African studies in the Soviet Union have deep roots in the past. The nature of Africa, the African peoples' way of life, their culture, arts, and crafts have long been of special interest to scholars in the Soviet Union. We have never had any mercenary motives, for our country never had colonies in Africa and never aimed at seizing African lands. No Russian soldier has ever been to Africa. Moreover, many Russian progressive intellectuals strongly protested against any form of exploitation and slavery. More than once they spoke in support of Africans and attacked the slave trade and the policy of turning the vast regions of Africa into what Karl Marx called ‘field reserves’ for the hunting of Africans.


1974 ◽  
Vol 21 (2) ◽  
pp. 127-132
Author(s):  
A.A. Eryshev

The author analyzes sectarian (Protestant) and Russian Orthodox religious communities on the basis of field work carried out in various regions of the Ukraine during 1963- 1965. Scholars were aided by Communist Party propagandists, and results were discussed at a republican conference in December 1965. The author demonstrates that the western regions of the Ukraine (which were incorporated into the Soviet Union later than the eastern regions) have higher percentages of young people in religious congregations. Religious tradition and education within the family are important factors in this respect, particularly among sectarian groups.
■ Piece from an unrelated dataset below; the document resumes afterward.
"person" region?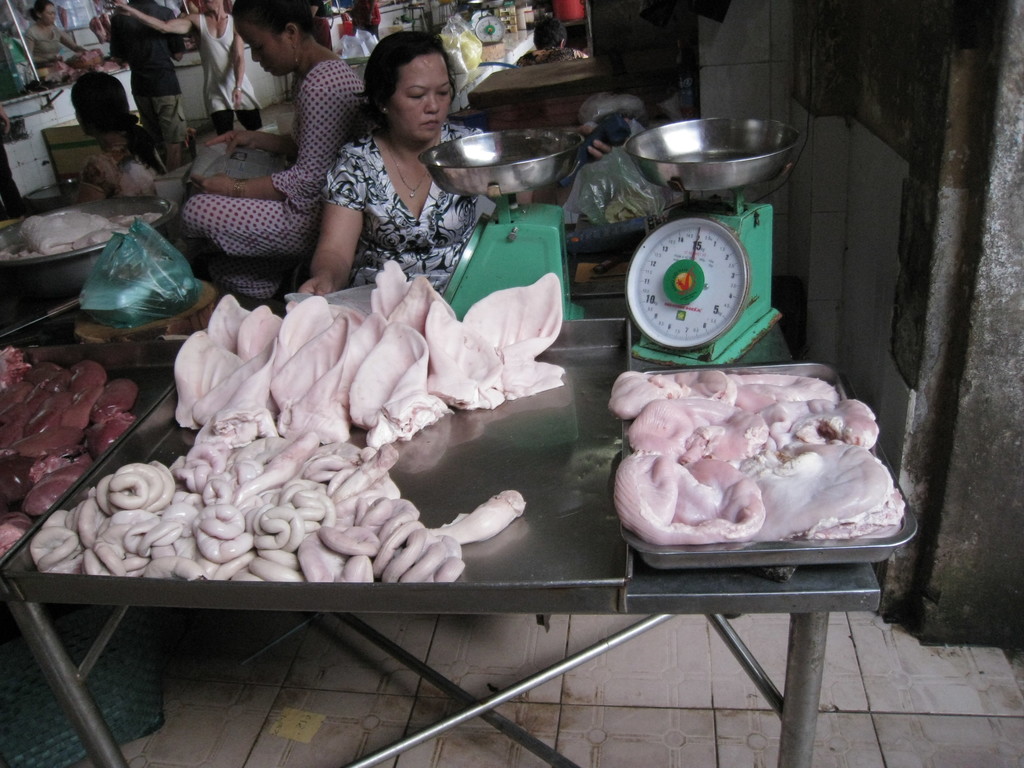
(left=306, top=38, right=482, bottom=308)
The reasons for joining a religious group, or for switching affiliation, are discussed, with statistics given.


Author(s):  
Elidor Mëhilli

Albania’s push for planning took on the qualities of an epochal transformation. But a big problem was that it had no professional city planners. Brand new Soviet-financed plants and workshops rose, but the cities still looked pre-socialist. Urban planning had to be invented. This chapter shows how a socialist material culture came about through improvisation, by focusing on the problem of city planning in a largely agrarian country. It turned out that socialist city planning relied on the adoption of technical solutions from the much-denounced capitalist West. The country borrowed construction technology from the Soviet Union and Czechoslovakia, and these countries, in turn, also borrowed from France, Germany, and Scandinavia. Prefabrication became the socialist buzzword of the late 1950s. Materially, socialism helped produce uniformity on a mass scale. Politically, the socialist world was plagued by disagreements.